PatternBest ForLatencyReliabilityFlexibility
ReActOpen-ended tasks, research, Q&AMediumMediumHigh
Plan-and-ExecuteStructured workflows, multi-step tasksLower (planned)HigherMedium
ReflectionWriting, code generation, quality-critical tasksHigher (iterative)HighMedium

In practice, production agents often combine these patterns. For example, you might use Plan-and-Execute for the overall structure, ReAct within each step for tool use, and Reflection on the final output for quality assurance.

Putting It All Together: A Minimal Agent

Here is a minimal but complete agent that combines all four pillars:

python
class SimpleAgent:
    """A minimal agent combining planning, reasoning, tool use, and memory."""

    def __init__(self, llm, tools: ToolRegistry):
        self.llm = llm
        self.tools = tools
        self.memory = AgentMemory()

    def run(self, goal: str, max_steps: int = 10) -> str:
        # Step 1: Plan
        plan_prompt = f"Break this goal into steps: {goal}"
        plan = self.llm.invoke(plan_prompt)
        self.memory.add_to_working_memory({"type": "plan", "content": plan})

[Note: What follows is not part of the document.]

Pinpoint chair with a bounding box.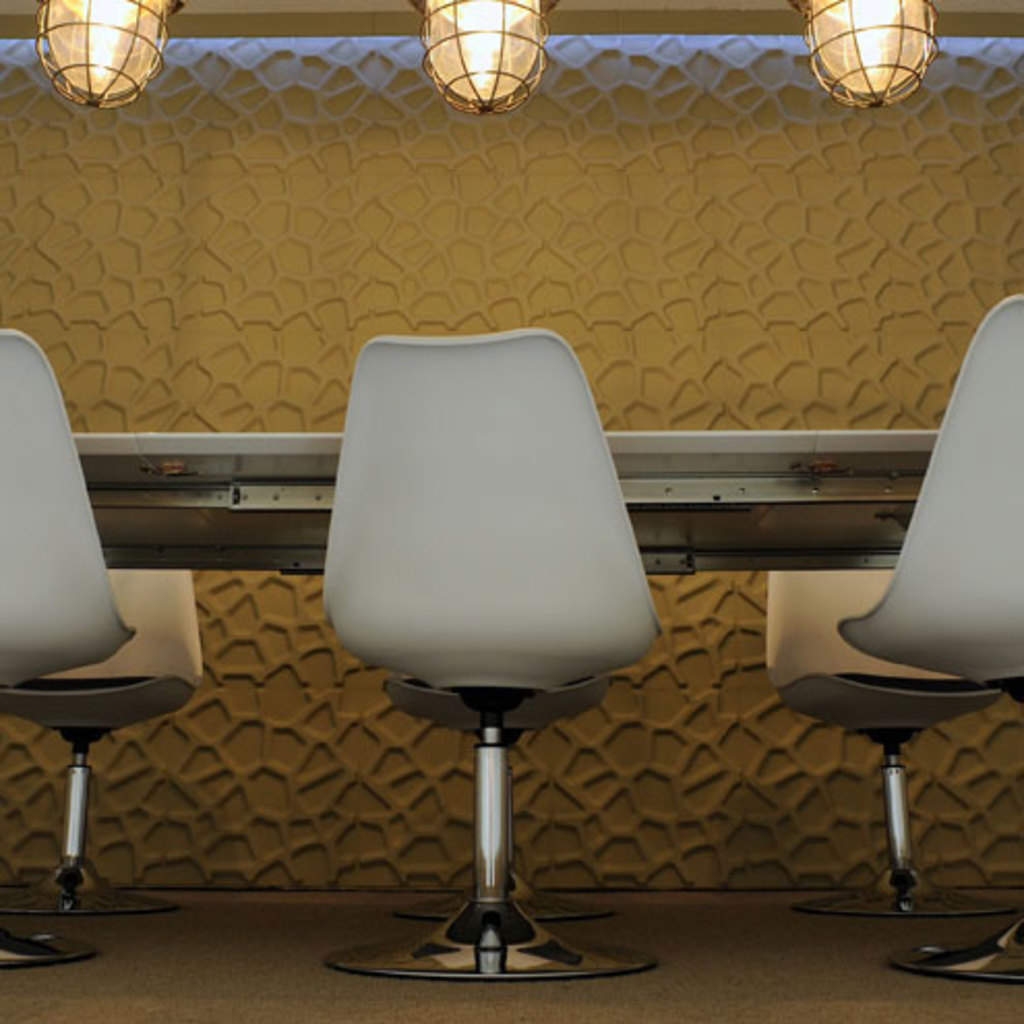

        for step in range(max_steps):
            # Step 2: Reason about next action
            context = self.memory.get_context_window()
            reason_prompt = f"""Goal: {goal}
Context so far: {context}
Available tools: {self.tools.get_descriptions()}

What should I do next? If done, respond with DONE: <final answer>"""

            thought = self.llm.invoke(reason_prompt)

            if thought.startswith("DONE:"):
                return thought.replace("DONE:", "").strip()

            # Step 3: Use a tool
            action_prompt = f"Based on: {thought}\nChoose a tool and input as JSON."
            action = self.llm.invoke(action_prompt)  # Returns {"tool": ..., "input": ...}

            result = self.tools.execute(action["tool"], action["input"])

            # Step 4: Store in memory
            self.memory.add_to_working_memory({
                "type": "action",
                "thought": thought,
                "tool": action["tool"],
                "result": result
            })

        return "Reached max steps. Partial results in memory."

Key Takeaways

What You've Learned:

  1. Agentic AI goes beyond chatbots -- agents plan, reason, act, and remember
  2. The four pillars are Planning, Reasoning, Tool Use, and Memory
  3. ReAct is the most common pattern (think-act-observe loop)
  4. Plan-and-Execute works better for structured, multi-step tasks
  5. Reflection improves output quality through self-critique
  6. Production agents often combine multiple patterns for best results

Next Steps

Now that you understand the foundations, we'll dive into specific frameworks that implement these patterns. Up next: Google ADK, OpenAI Agents SDK, and CrewAI -- three production-ready frameworks for building agentic systems.